Having a woman president, hell, when will we have a president who is single?  An atheist?  A Jew?  A Hindu?  A Muslim?  I’m ready for all those things.  There are still many blocks to who the American public thinks is fit to lead us.  (I know we’ve had a president who was single, but that has been a long time ago, and it’s not feasible now.)

I wish I didn’t know how easy it was to rile up and organize the people in our country who are scared and bitter.  I wish I did not know how Hitler came to power.  I saw exactly how.  Without a depression, without a war, and I fear that is the only reason we haven’t gotten our Hitler.  For all That Guy said, our economy is actually good, and our crime rates are good, too.

I figured Obama was the guy who could become our first black president, by being mixed-race, actually, and soothing voters with his love of the half of his family who were white.  By being handsome.  By being calmer than calm, so it became impossible to pose him as the angry black man our country fears so deeply.

Senator Clinton maybe is the only one who could be the first woman president, by being married to a president first, by having been through the wringer so long and so hard that she has no fucks left to give.  Be accused of murder.  Watch the whole country discuss the blow jobs your husband got from a young woman.  Watch him get impeached.  After that happens, what do you fear in public life?  What is left?

People of color, and women, our lives are different.  We often can’t go the usual way to power.  We have to follow special rules.

I only feel good about myself because I had a mother who never said anything negative about any woman’s body, ever, and only said positive things about food and exercise and, well, pretty much everything I ever attempted to do.

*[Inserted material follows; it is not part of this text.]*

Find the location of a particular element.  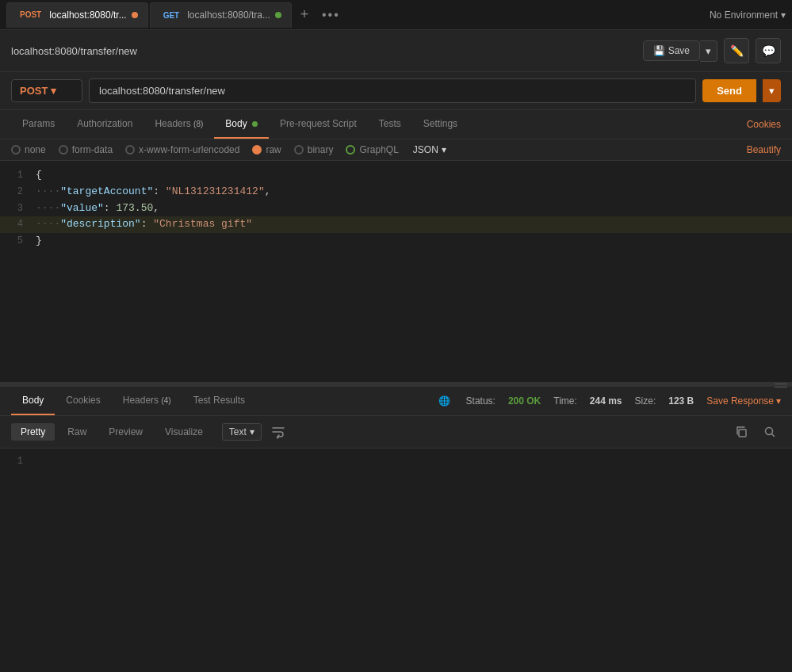

format-tab-preview: Preview is located at coordinates (125, 432).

And I had a father who consistently told me I had to do everything: make a salad, mow a lawn, change a tire, backpack with a heavy pack, up the mountain.  A father for whom the phrase “lady lawyer” was held up as a fabulous idea for my future. “You look like a lady lawyer,” he said, which I took to mean not that a lady lawyer was a specialized freak, but an even more awesome thing to be than just a regular boring old lawyer who was a man.  I was more interesting than that.

I did not become a lawyer, but I became someone for whom fighting the good fight at work was one of my primary joys in life.

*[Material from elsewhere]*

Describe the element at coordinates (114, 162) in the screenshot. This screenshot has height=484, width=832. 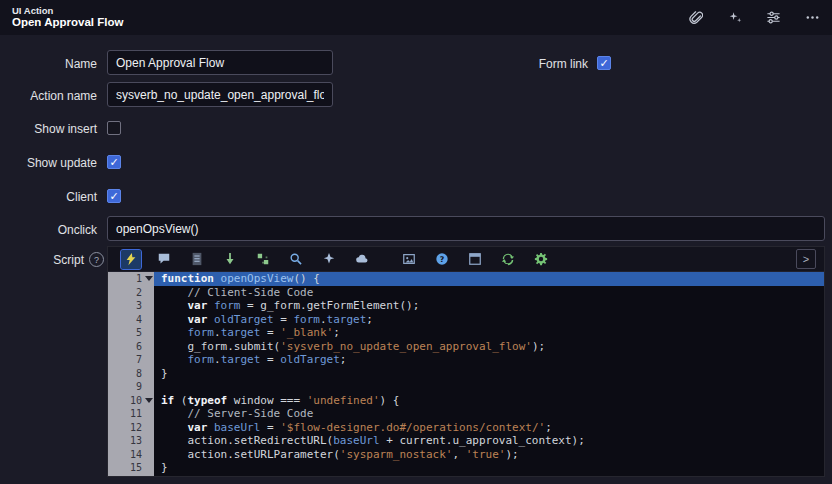
I see `show-update-checkbox: ✓` at that location.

I wish Ms Clinton had gotten the regular shake, the regular vetting, the regular chance to show herself, her work, her position, instead of having to just stand up and tell us over and over, “I’m a reasonable person.”

I don’t have time to think it’s wonderful a woman can be president because I’m still trembling inside from knowing someone can gain national stature by talking about my body– and the freedoms of many of my fellow citizens– the way That Guy did.

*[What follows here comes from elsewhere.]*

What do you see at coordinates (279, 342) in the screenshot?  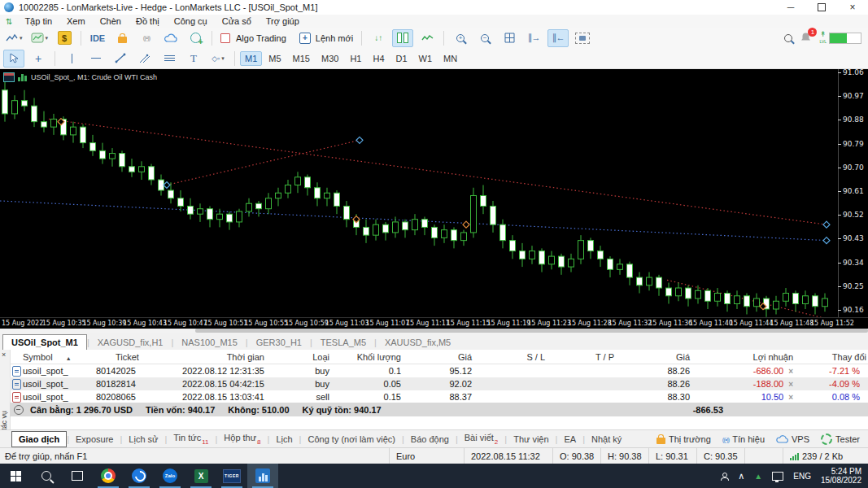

It’s not glamorous, but Ms Clinton wasn’t ever about glamour, was she?  She was always about slogging through the shit because that’s what had to be done.  It doesn’t feel shiny and bold the way the first black president did.  She’s not being lifted up, she’s being used as a shield.

She did what we needed her to do.

Madame President, First Man.  Have we worked out that “first man” business yet?  That will be important, too.  A supportive spouse is a treasure, no matter your gender, and someone who is president could really use a solid, known-you-forever confidant.  I hope Bill Clinton can redeem himself for some of his mistakes, by being a great help to his wife in her presidency.  He has the capacity to be a great, great help.

I walked out of the school, and passed a couple of young guys on the way in who were asked, “You here to vote?”

“Of course,” they said.

I walked back across the park, past the basketball courts where a couple dozen kids were playing, one was riding a skateboard.  A ball bounced out toward me, I caught it, threw it back in.

“Thanks,” a kid said.  And they returned to the culture of the city basketball court, of which  I know nothing, three or four games going, the guys on the bench chewing the fat, the kid in the middle slowly pushing himself with one foot on his skateboard.